On Tuesday the 30th of May 1944 at 12.30 hours the Polish pilot Czesław Oberdak made an emergency-landing in a pasture near the village of Dalmsholte – situated between Dalfsen and Ommen, the Netherlands. He flew a North-American Mustang MK III with the code UZ-A, escorting American bombers, which had bombed the town of Schornebeck/Magdeburg in Germany. The engine of his Mustang was damaged by German anti-aircraft fire, while he was returning to his home base in Coolham, England. After a successful emergency-landing he first set fire to his plane and after that he ran to the woods to hide himself for the possibly present Germans. A Dutch young man took him up and contacted him with the Dutch Resistance. Afterwards someone of this organisation transported him to Ommen on his bike. There Oberdak met three Allied Airmen, who had found refuge there earlier. One of them was the American Frank Dent Coslett, here with Czeslaw Oberdak, in whose company he remained for several months. When it became too dangerous at Ommen, they were transported to Dalfsen and later-on they were accommodated at Zwolle. At the end of July Oberdak and Coslett travelled to Amsterdam by train, where they got a safe hiding-place. There they left on the 6th of December 1944 in order to reach the liberated Southern part of the Netherlands by bike. Alas! they were discovered in their hiding-place in the neighbourhood of Otterlo by Germans. After that they were locked up in “De Kruisberg”, a prison at Doetichem.

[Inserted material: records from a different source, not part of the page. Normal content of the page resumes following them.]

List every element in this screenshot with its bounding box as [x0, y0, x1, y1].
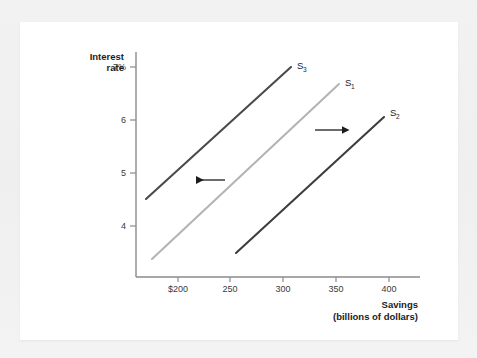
y-tick-label-5: 5 — [121, 168, 126, 178]
y-axis-title-line2: rate — [107, 62, 124, 73]
curve-s3-label-subscript: 3 — [303, 66, 307, 73]
x-axis-ticks — [178, 277, 389, 282]
x-axis-title: Savings (billions of dollars) — [333, 299, 418, 322]
x-tick-label-350: 350 — [328, 284, 343, 294]
curve-s1-line — [152, 84, 339, 259]
x-axis-title-line1: Savings — [382, 299, 418, 310]
curve-s2-line — [236, 117, 384, 253]
curve-s2: S 2 — [236, 107, 400, 253]
x-tick-label-400: 400 — [381, 284, 396, 294]
y-axis-title-line1: Interest — [90, 51, 125, 62]
curve-s1: S 1 — [152, 77, 355, 259]
x-axis-tick-labels: $200 250 300 350 400 — [168, 284, 397, 294]
x-tick-label-200: $200 — [168, 284, 188, 294]
chart-axes — [136, 52, 420, 277]
x-tick-label-300: 300 — [275, 284, 290, 294]
x-axis-title-line2: (billions of dollars) — [333, 311, 418, 322]
y-axis-ticks — [130, 67, 136, 226]
curve-s2-label-subscript: 2 — [396, 113, 400, 120]
savings-supply-chart: 7% 6 5 4 $200 250 300 350 400 Interest r… — [0, 0, 477, 358]
curve-s1-label-subscript: 1 — [351, 83, 355, 90]
y-axis-title: Interest rate — [90, 51, 125, 73]
y-tick-label-6: 6 — [121, 115, 126, 125]
curve-s3-line — [146, 67, 291, 199]
figure-root: 7% 6 5 4 $200 250 300 350 400 Interest r… — [0, 0, 477, 358]
curve-s3: S 3 — [146, 60, 307, 199]
y-tick-label-4: 4 — [121, 221, 126, 231]
x-tick-label-250: 250 — [222, 284, 237, 294]
y-axis-tick-labels: 7% 6 5 4 — [113, 62, 126, 231]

There he was seen alive for the last time by witnesses in the beginning of March 1945 and afterwards any trace of Czesław Oberdak was lacking. With reference to a letter from Czesław’s sister Ludmilla the journalist Richard Schuurman started a search which lasted a great many years. From the witnesses’ stories he heard, is to be concluded what kind of personality Oberdak was: a good singer and a talented drawer. But also he was afraid; so afraid, that he nearly always was at the outlook when other persons-in-hiding were playing cards or busy with other things. When he went to sleep, he hid himself at the most remarkable places; sometimes to his hosts’ displeasure.

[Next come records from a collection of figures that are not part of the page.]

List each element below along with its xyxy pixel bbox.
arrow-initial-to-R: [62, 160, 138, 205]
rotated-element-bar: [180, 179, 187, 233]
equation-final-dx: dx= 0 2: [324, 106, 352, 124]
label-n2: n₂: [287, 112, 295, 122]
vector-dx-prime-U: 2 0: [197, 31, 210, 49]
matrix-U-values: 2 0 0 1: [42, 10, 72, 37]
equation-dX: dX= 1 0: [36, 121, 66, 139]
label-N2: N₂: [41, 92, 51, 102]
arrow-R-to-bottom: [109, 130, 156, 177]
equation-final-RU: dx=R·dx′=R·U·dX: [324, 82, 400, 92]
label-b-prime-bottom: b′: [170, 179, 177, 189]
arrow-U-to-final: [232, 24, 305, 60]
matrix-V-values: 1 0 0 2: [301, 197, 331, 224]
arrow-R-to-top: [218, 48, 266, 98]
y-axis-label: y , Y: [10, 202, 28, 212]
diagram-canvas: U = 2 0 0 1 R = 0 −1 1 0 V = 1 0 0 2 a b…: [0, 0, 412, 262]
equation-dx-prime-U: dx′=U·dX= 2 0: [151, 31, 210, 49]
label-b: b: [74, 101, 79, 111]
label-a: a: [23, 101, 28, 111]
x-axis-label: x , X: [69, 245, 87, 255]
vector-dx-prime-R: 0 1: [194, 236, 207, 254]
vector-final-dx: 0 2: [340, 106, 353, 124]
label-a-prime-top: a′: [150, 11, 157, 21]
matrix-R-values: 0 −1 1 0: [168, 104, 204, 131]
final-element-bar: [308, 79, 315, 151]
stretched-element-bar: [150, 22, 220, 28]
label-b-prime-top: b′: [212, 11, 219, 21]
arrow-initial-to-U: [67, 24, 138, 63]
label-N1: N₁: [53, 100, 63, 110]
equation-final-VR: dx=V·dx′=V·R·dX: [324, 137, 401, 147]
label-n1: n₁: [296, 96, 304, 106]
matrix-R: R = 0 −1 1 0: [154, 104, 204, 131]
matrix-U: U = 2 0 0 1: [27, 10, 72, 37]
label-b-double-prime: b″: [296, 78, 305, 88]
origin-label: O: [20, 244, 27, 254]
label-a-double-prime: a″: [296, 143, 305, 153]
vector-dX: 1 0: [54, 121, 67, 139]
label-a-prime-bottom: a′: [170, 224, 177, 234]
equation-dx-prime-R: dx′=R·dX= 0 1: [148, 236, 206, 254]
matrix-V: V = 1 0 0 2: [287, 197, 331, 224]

Death and burial ground of Oberdak, Czesław.

Oberdak second from left.

Because he was caught as a Pole in civilian clothes, the Germans did not consider him a prisoner of war but a “terrorist.” He was imprisoned in the De Kruisberg prison in Doetinchem. On 08-03-1945, at the age of 23, he was executed by firing squad along with 116 others at the Woeste Hoeve in retaliation for the assassination attempt on SS leader Hanns Albin Rauter.

Oberdak was buried as an unknown after the war, first in Ugchelen and later at the National Cemetery of Honor in Loenen. Only after years of detective work by journalist Richard Schuurman and a DNA match with his sister Ludmila in 2008, was his identity officially established. In 2009, he was reburied with military honors in the family grave in Krakow.